You can find books that tell you how to blog for your business but little advice on using the likes of LinkedIn and Xing. And ironically, few businesses blog, whereas all of them network.

As well as LinkedIn and Xing, there is Ecademy, Ryze, Fast Pitch, BizWiz.com and Spoke.com, and no doubt there are other networks that would qualify for inclusion, making business the largest social networking niche of all.

"There are only two business networks," says Lars Hinrichs, chief executive of Xing. "For the EU and Asia, there is Xing. For the US and UK, there is LinkedIn."

Xing, founded in 2003 as OpenBC, is based in Hamburg, Germany, and has about five million members.

Despite Ireland's EU membership, it seems Xing is at a disadvantage here. It lags behind US-based LinkedIn in the English-speaking world.

"The cost of acquiring members in the English-speaking world is very high," explains Hinrichs.

One of Xing's more intriguing claims is that it is the first web 2.0 initial public offering. Xing raised almost €36 million when it listed on the Frankfurt stock exchange in December 2006 and began using the cash to expand. It now has substantial networks in Germany, Spain and Turkey, as well as less dense concentrations in Britain, Ireland and the US.

In the third quarter of 2007, Xing had a pretax profit of €2.07 million, at a gross margin of 42 per cent, compared with €1.13 million in the second quarter of 2007 and €590,000 in the third quarter of 2006. Business is growing.

In comparison, LinkedIn claims to have gone into the black in May 2007, though as a privately held company it is not obliged to publish its results.

Subscription incomes at the two companies are thought to be roughly equal.

The facts seem to speak abundantly for online business networks: they are among the few web 2.0 companies that make real profits.

The basics of business social networking are not dissimilar to Facebook.

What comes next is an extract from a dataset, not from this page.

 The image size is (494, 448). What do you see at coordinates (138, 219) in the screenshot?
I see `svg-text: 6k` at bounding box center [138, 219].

You create a profile of yourself and your business and then go out looking to make contacts.

"Some 20 per cent of our members say they conduct new business on Xing," claims Hinrichs, "and 60 per cent say they have found new important contacts here."

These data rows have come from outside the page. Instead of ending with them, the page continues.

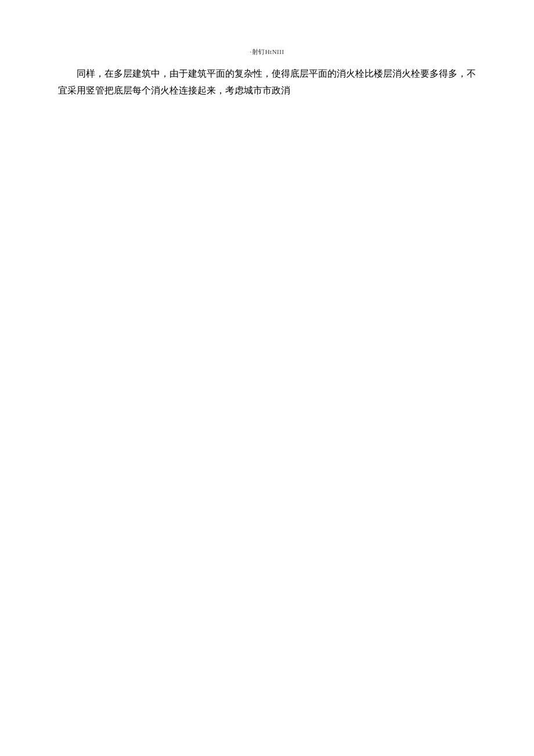 This screenshot has width=534, height=756. I want to click on text-block: 同样，在多层建筑中，由于建筑平面的复杂性，使得底层平面的消火栓比楼层消火栓要多得…, so click(267, 82).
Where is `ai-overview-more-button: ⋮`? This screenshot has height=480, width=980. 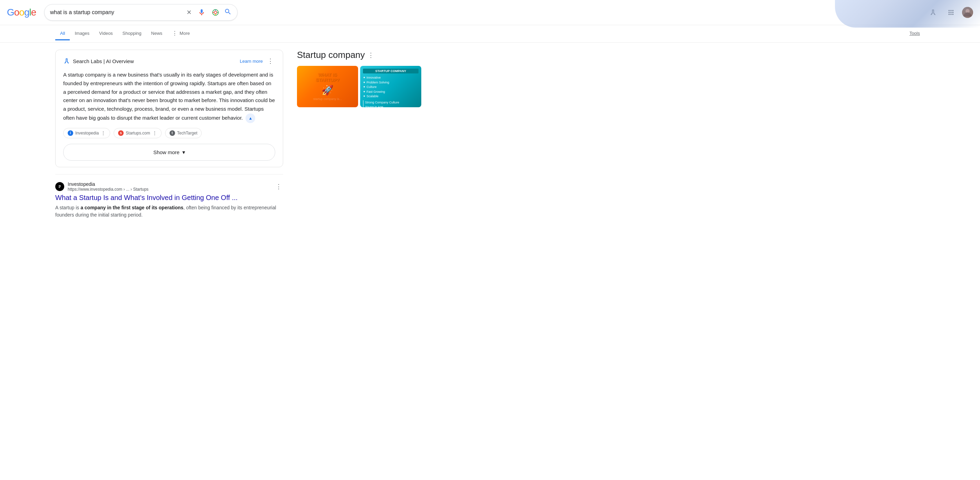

But divining exactly what the outcomes are of using social networks for business is not easy.

Fast Pitch owner Bill Jula, who rolled out the fastpitchnetworking.com platform in late 2006, believes that the playing field is little understood.

"Xing and LinkedIn do get most of the press," he says. "LinkedIn is based in Silicon Valley and has large amounts of private-equity funding . . . Xing is public and spends well over $1 million on marketing . . . Despite this, we measure up quite well - in fact, we have a higher market penetration in the US than Xing."

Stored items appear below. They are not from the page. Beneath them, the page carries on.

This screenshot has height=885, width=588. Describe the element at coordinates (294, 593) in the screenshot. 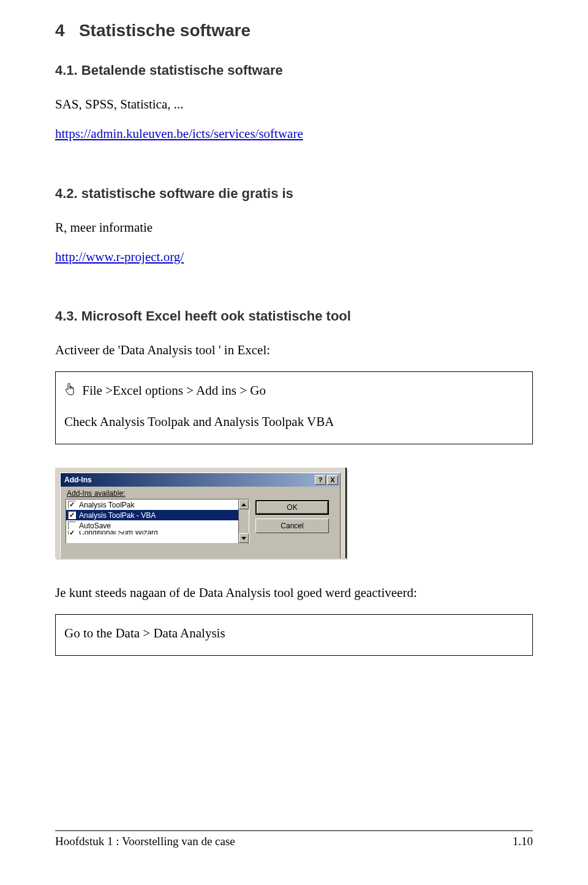

I see `body-text: Je kunt steeds nagaan of de Data Analysi…` at that location.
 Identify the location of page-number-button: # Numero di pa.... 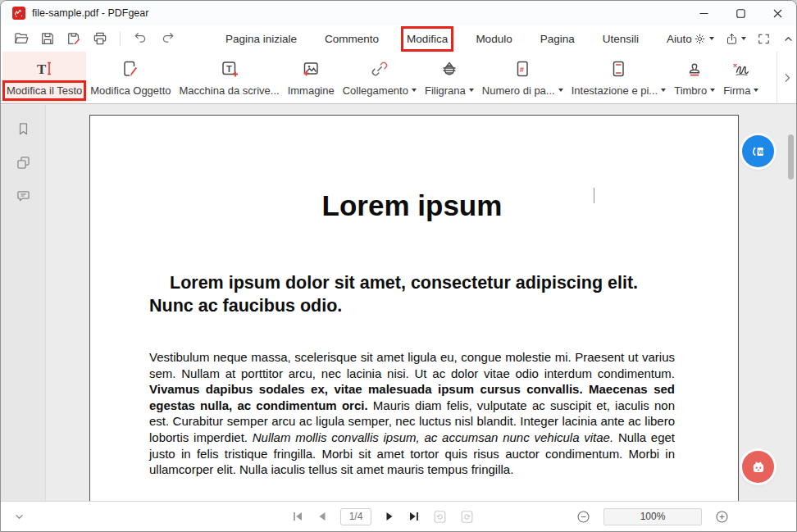
(523, 77).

Each business social network appears to have slightly different characteristics. Fast Pitch began life as a physical networking service, bringing businesspeople together in 3,000 networking events a year across the US. It now provides its members with services such as free press releases within the network.

The ability to network freely is not necessarily a promise that every network will make. On LinkedIn, for example, it is not the done thing to write to other network members who you don't already know. Only if you take out a subscription ($19.99 a month) is it possible to cold call, and then only discreetly. The protocol is to ask another member to make an introduction for you, and the platform facilitates this by showing you who has a direct link to whom.

In contrast, Xing allows members to write to any number of other members. It doesn't restrict your ability to make contacts, other than asking that you respect others members' interests - in other words, don't, if you are a car salesperson, introduce yourself to someone who loves bicycles.

Social networks also, typically, give you insights into who has been watching you.

On LinkedIn it is possible to see who has viewed your profile, though the information is patchy. You might be told, for example, that you have been viewed by "someone in the media industry".

In contrast, on Xing you get to know everybody's name and you have immediate access to their profiles too. The differences soon become obvious - where Xing is open, LinkedIn is discreet.

While Facebook wins plaudits from the business community for the ease of networking, it is worth remembering that it is primarily a social tool.

Business networks collectively make up a pool of about 10 million members and the number of users is growing.

The only missing ingredient is a guide that shows you exactly how to use them to win friends and influence people.

Online networks: steps to success

Profile yourself fully including photograph, leaving no gaps or uncertainty about your qualification.

Create public profiles on LinkedIn or Xing that search engines like Google can find. That will draw people into your network.

Think small. Some people accumulate hundreds of contacts when in reality a smaller network might be more manageable and reflect a sounder approach.

Be active - go in search of contacts but use the system's internal search engines to identify people you can realistically do business with. Resist spam-type activity.

Offer help before asking for it - become the go-to resource for a subject. Most networks have the facility to post articles or questions and answers.

Differentiate. Social networks really force you to think about what differentiates you and your company - after all there are five million other people on each of the major networks.

Think laterally about the use you might make of a network - for example recruiting rather than sales.

Get to know all the tools on the network: press releases, introduction, advanced search, groups, event management etc.